How our lenders flexibly earn interest
You deposit into a single liquidity pool (the “variable pool”). You can optionally opt into fixed‑rate markets and set per‑market allocation limits (e.g., “up to 50% of my deposit can fund 50% LTV 8.9% fixed loans, while 25% can fund 85% LTV 10.9% fixed rate loans”).
How you earn interest (variable + fixed)
- Variable earnings: The portion of your deposit not currently funding fixed loans earns a utilization‑based variable rate. When utilization (borrowed ÷ supplied) rises, variable rates rise (up to 20%); when it falls, rates fall. We target 90% utilization to maximize lender returns.
- Fixed earnings: When a borrower takes a fixed‑rate loan, the protocol sources funds from the shared liquidity pool from lenders who opted in to that fixed rate market. That portion of your deposit earns the borrower’s locked fixed rate until repayment. When the borrower repays, those funds move back to variable earnings. Fixed rate markets are targeted to earn higher interest than variable markets.
Why your funds are safe
Borrowers post collateral and must maintain a health factor. If a position becomes breaches 90% LTV, it becomes liquidatable via our dutch auction mechanism:
- The position is listed for auction (debt + collateral are always visible).
- Bidders bid to repay/assume the debt in exchange for the collateral (with a target bonus paid to lenders and bidders at 5% each).
- Auction results repay the pool, making lenders whole while the bidder receives the collateral.
How withdrawals work
- Withdraw from variable: You can withdraw up to 100% of available liquidity (assets not currently borrowed). If withdrawals reduce supply while borrows stay constant, utilization increases and the variable rates increase. This creates a market incentive to draw additional funds into the variable market.
- Withdraw with fixed: When borrowers repay fixed rate loans, those allocations are returned to variable markets. Lenders withdrawing funds from fixed rate loans swaps your current allocation with other lenders who want exposure to that market. In the event there are no lenders who want exposure to that market, lenders can turn off allocations to that market and wait for borrowers to repay.
The most important thing
You control your risk/return mix with one simple knob: allocation limits. Stay mostly variable for maximum liquidity and rate responsiveness, or allocate to fixed markets for more predictable yield—without splitting deposits across separate pools.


### DESCRIPTION OF THE TASK
From the records below, find each line with the string "Node" and copy it.
*** EXTRACTED ENTRIES ***
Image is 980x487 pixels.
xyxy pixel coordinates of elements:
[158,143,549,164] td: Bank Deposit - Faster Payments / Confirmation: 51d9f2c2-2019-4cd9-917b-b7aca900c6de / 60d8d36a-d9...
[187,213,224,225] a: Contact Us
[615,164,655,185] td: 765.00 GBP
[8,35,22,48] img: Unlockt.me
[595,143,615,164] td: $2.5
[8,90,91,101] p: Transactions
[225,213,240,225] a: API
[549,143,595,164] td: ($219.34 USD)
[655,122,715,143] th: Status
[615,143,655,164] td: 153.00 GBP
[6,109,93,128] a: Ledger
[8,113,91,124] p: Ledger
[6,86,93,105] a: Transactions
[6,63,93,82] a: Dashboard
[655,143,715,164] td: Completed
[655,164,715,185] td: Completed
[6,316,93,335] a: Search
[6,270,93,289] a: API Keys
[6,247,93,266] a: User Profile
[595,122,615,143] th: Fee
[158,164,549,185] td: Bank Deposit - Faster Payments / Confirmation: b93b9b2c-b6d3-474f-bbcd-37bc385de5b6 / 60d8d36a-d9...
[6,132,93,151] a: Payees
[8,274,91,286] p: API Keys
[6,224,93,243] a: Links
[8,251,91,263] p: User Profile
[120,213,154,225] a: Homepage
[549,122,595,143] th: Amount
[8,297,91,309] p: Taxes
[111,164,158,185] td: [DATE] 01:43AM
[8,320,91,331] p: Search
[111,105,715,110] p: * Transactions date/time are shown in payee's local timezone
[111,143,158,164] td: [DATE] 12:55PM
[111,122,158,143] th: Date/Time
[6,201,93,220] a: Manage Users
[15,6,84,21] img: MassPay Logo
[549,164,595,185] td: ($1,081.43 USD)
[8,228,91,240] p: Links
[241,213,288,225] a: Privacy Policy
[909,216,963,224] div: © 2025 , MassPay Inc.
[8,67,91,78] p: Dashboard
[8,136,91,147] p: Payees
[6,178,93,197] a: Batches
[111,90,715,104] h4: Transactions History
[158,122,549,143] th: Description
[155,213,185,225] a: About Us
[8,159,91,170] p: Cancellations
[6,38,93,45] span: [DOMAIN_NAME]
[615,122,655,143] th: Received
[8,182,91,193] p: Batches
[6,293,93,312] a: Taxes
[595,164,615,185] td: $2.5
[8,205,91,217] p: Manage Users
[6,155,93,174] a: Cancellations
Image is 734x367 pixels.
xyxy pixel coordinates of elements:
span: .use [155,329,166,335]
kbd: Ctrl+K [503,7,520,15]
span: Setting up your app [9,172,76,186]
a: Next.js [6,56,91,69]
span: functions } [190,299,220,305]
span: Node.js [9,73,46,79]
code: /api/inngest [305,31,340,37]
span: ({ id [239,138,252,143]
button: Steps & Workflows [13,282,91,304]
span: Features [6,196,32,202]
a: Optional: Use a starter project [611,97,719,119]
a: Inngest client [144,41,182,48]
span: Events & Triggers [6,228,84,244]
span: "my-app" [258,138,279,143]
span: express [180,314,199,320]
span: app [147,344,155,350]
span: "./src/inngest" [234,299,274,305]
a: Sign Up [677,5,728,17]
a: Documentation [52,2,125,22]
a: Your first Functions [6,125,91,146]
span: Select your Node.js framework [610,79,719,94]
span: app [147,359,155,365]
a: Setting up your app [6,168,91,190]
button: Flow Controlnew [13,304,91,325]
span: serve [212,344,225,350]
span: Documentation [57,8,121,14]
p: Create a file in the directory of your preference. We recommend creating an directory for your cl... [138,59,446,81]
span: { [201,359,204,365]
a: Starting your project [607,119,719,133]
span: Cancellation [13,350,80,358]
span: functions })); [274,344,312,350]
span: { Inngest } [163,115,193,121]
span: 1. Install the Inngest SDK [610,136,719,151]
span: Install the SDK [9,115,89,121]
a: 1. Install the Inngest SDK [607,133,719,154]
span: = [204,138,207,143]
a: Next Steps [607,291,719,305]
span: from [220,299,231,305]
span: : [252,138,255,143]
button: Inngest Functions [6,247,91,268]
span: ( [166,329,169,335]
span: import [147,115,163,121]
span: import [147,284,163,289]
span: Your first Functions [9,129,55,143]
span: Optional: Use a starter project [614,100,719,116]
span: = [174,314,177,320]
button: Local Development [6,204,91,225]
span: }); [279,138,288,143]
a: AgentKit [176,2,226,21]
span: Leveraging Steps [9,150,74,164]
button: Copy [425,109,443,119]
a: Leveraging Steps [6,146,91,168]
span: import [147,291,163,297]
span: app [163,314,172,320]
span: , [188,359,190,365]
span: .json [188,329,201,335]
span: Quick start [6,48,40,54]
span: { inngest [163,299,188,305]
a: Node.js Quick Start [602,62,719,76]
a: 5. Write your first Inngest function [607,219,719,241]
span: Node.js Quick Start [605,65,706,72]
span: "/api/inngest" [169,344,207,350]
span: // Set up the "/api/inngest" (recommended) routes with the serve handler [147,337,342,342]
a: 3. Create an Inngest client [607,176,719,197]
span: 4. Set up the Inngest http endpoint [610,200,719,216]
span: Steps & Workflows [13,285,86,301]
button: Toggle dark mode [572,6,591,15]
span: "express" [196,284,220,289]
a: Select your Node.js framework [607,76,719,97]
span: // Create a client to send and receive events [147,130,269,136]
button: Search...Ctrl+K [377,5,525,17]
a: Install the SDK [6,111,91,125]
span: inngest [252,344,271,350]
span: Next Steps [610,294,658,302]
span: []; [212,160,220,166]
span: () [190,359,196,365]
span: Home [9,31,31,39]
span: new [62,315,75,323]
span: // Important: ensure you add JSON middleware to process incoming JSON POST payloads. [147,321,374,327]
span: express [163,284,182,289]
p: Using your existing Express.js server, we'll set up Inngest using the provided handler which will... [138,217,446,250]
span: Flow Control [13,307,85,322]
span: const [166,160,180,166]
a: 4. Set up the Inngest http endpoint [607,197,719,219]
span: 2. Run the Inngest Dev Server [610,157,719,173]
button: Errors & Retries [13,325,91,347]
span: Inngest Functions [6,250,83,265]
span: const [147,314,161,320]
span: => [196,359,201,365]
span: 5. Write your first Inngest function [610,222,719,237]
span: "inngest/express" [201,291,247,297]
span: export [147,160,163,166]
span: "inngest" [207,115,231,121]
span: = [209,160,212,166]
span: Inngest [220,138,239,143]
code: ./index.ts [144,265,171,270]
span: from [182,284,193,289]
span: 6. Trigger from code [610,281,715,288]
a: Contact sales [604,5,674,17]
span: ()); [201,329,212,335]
***
### REPLY TO THE TASK
span: Node.js [9,73,46,79]
span: Select your Node.js framework [610,79,719,94]
a: Node.js Quick Start [602,62,719,76]
span: Node.js Quick Start [605,65,706,72]
a: Select your Node.js framework [607,76,719,97]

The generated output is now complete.